Leading brands in the traditional retail space had been expected to dominate South Africa`s "e-Christmas", but made little impact.

"The big names arrived on the Web with a splash towards the end of the year, but they made strategic errors which prevented them from taking the lead in online retail," says Goldstuck. "Failure to integrate their web presence with in-store marketing was the most obvious flaw at Edgars and Woolworths.

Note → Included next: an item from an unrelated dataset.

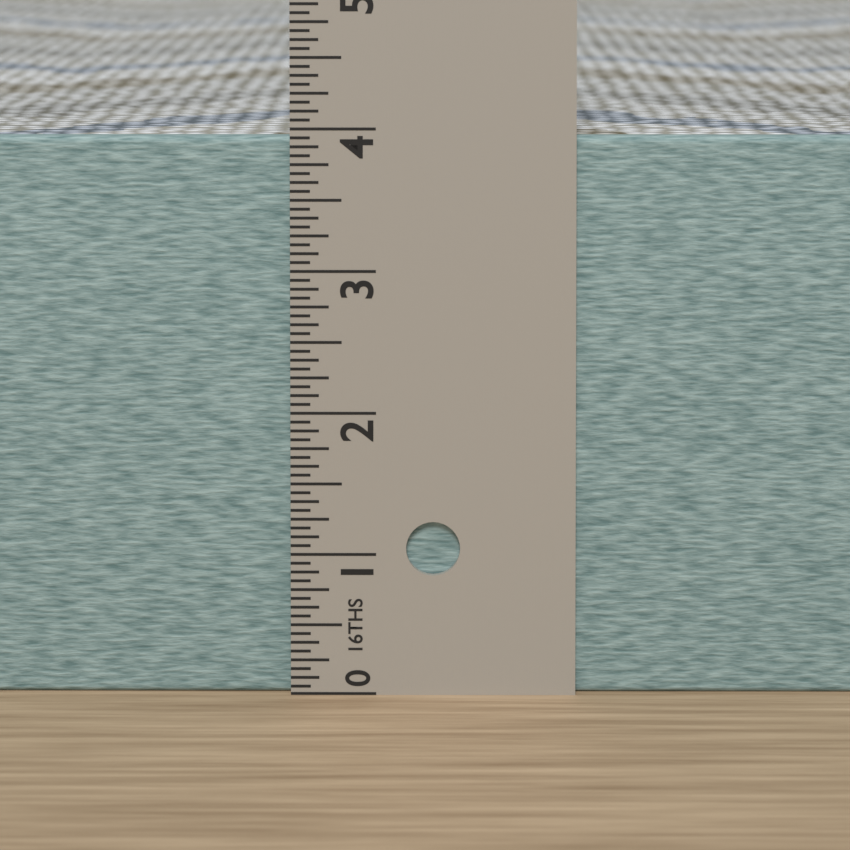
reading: 3.9375 in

The likes of Musica and bluebean.com may have integrated web site marketing into their overall marketing strategies, but they lost the impetus due to poor navigation on their sites.

"What all these brands did achieve, however, was a dramatic increase in awareness of online shopping, and that benefited those retailers that had got the customer focus and site navigation right."

The holiday season online retail market was so small in 1999, that sites were able to report an average increase in sales for the holiday period of 645%.

The top ten individual sites in holiday season sales were, in alphabetical order, African Cellular, Cybercellar, Digital Planet, Incredible Connection, Kalahari.net, Megashopper, NetFlorist, Shoppingmatrix.com, StopQ, and Streetcar.com.

The leading payment gateway was ECNet, representing several dozen online retailers, while the leading online mall, comprising a number of stores, was Digital Mall.

The research excluded auction sites, which will be polled in a separate survey.